FAQ

Find quick answers to the most common questions about IRS TIN Matching, vendor compliance, W-9 collection, OFAC screening, and 1099 reporting. This section is designed to help your team understand key requirements, avoid common mistakes, and stay compliant with IRS regulations.

What is a Corrected 1099 and When is it Required?

A corrected 1099 is filed when a previously submitted 1099 contains incorrect payee information such as the wrong EIN/SSN, incorrect legal name, incorrect dollar amount, or the wrong form type. Filing corrected 1099s helps prevent IRS mismatch notices, reduces penalty exposure, and ensures vendors receive accurate income reporting statements.

What Happens If You File a 1099 Late?

Filing a 1099 late can result in IRS penalties, increased audit risk, and penalty notices such as IRS Notice 972CG, especially since penalties are often assessed per form. The best way to avoid late filing is to validate vendor records in Q4, collect W-9 forms early, and correct mismatches before filing deadlines.

What Happens If You File a 1099 With the Wrong EIN?

If you file a 1099 with the wrong EIN, the IRS may flag the record as a mismatch and issue CP2100 notices, which can trigger B-Notice requirements, backup withholding exposure, and penalty assessments such as IRS Notice 972CG. In many cases, the business must obtain a corrected W-9, validate the corrected EIN/name combination, and file corrected 1099 forms to resolve the issue.

Common IRS 1099 Filing Mistakes

Common IRS 1099 filing mistakes include filing with incorrect or missing TINs, using DBA names instead of legal names, failing to collect W-9 forms early, and waiting until January to validate vendors. These errors often lead to CP2100 notices, B-Notice requirements, corrected filings, and penalties such as IRS Notice 972CG.

How to Avoid IRS 1099 Filing Penalties

The best way to avoid IRS 1099 filing penalties is to collect W-9 forms early, validate vendor name and TIN combinations using IRS TIN matching, and run bulk vendor list validation in Q4 before filing season begins. Businesses that correct mismatches early, validate mailing addresses, and maintain clean vendor master data dramatically reduce CP2100 notices, B-Notice requirements, corrected filings, and penalty exposure.

IRS 1099 Penalties Explained

IRS 1099 penalties are assessed when businesses file 1099s late, report incorrect or missing vendor TINs, fail to provide vendor statements, or repeatedly submit mismatched taxpayer information. The best way to reduce penalty exposure is to validate vendor records using IRS TIN matching and correct issues before filing season begins.

How to Respond to IRS Notice 972CG

IRS Notice 972CG is a penalty notice related to incorrect or late 1099 filings, often caused by missing or mismatched vendor taxpayer information. To respond, businesses should review the notice details, gather supporting documentation, correct vendor records where needed, and submit a clear written response requesting penalty reduction or abatement when applicable.

Backup Withholding Rate and Rules Explained

Backup withholding is an IRS requirement that forces businesses to withhold 24% of certain reportable payments when a vendor fails to provide a valid TIN or does not correct mismatched taxpayer information. It is commonly triggered by missing W-9 forms, CP2100 notices, and failure to respond to B-Notice requirements.

How to Validate a Vendor List Before Filing 1099s

Validating a vendor list before filing 1099s helps businesses catch missing TINs, mismatched names, incorrect addresses, and incomplete W-9 records before they trigger IRS notices or penalties. The best approach is to run bulk IRS TIN matching in Q4, perform vendor outreach for corrections, and revalidate the cleaned list before filing.

How to Fix a TIN/Name Mismatch

Fixing a TIN/name mismatch requires identifying the root cause, collecting corrected vendor information (usually through an updated W-9), and validating the corrected record using IRS TIN matching. Once confirmed, businesses should update vendor master data in their ERP system and maintain documentation to reduce future IRS notices and compliance risk.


* _Problem_
Find all lines in the listing that include the word "Image", then copy them.

* _Source data_
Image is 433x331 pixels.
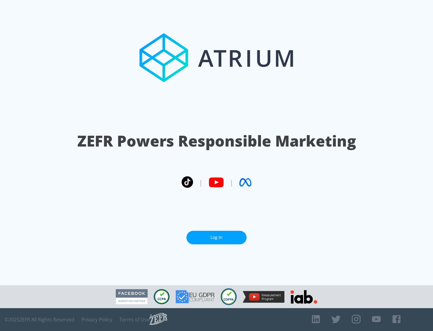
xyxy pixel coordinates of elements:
a: Log In [186,231,247,244]
span: | [199,178,203,187]
img: YouTube Measurement Program [243,291,285,303]
img: CCPA Compliant [154,289,170,304]
img: COPPA Compliant [221,288,237,305]
span: © 2025 ZEFR All Rights Reserved [5,316,74,322]
img: GDPR Compliant [176,290,215,303]
a: Privacy Policy [82,316,112,322]
img: Facebook Marketing Partner [116,289,148,304]
h1: ZEFR Powers Responsible Marketing [77,131,356,151]
a: Terms of Use [119,316,149,322]
span: | [230,178,233,187]
img: IAB [291,290,317,303]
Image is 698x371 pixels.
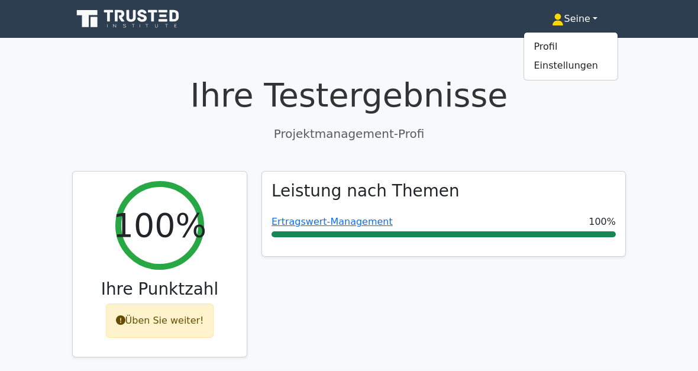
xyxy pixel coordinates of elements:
h2: 100% [113,206,207,246]
h3: Ihre Punktzahl [82,279,237,299]
a: Profil [524,37,618,56]
font: Seine [564,13,590,24]
h1: Ihre Testergebnisse [72,76,626,115]
font: Üben Sie weiter! [125,315,204,326]
a: Einstellungen [524,56,618,75]
a: Seine [524,7,626,31]
ul: Seine [524,32,618,80]
a: Ertragswert-Management [272,216,393,227]
p: Projektmanagement-Profi [72,125,626,143]
h3: Leistung nach Themen [272,181,460,201]
span: 100% [589,215,616,229]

* _Solved problem_
Image is 433x331 pixels.
Image is 698x371 pixels.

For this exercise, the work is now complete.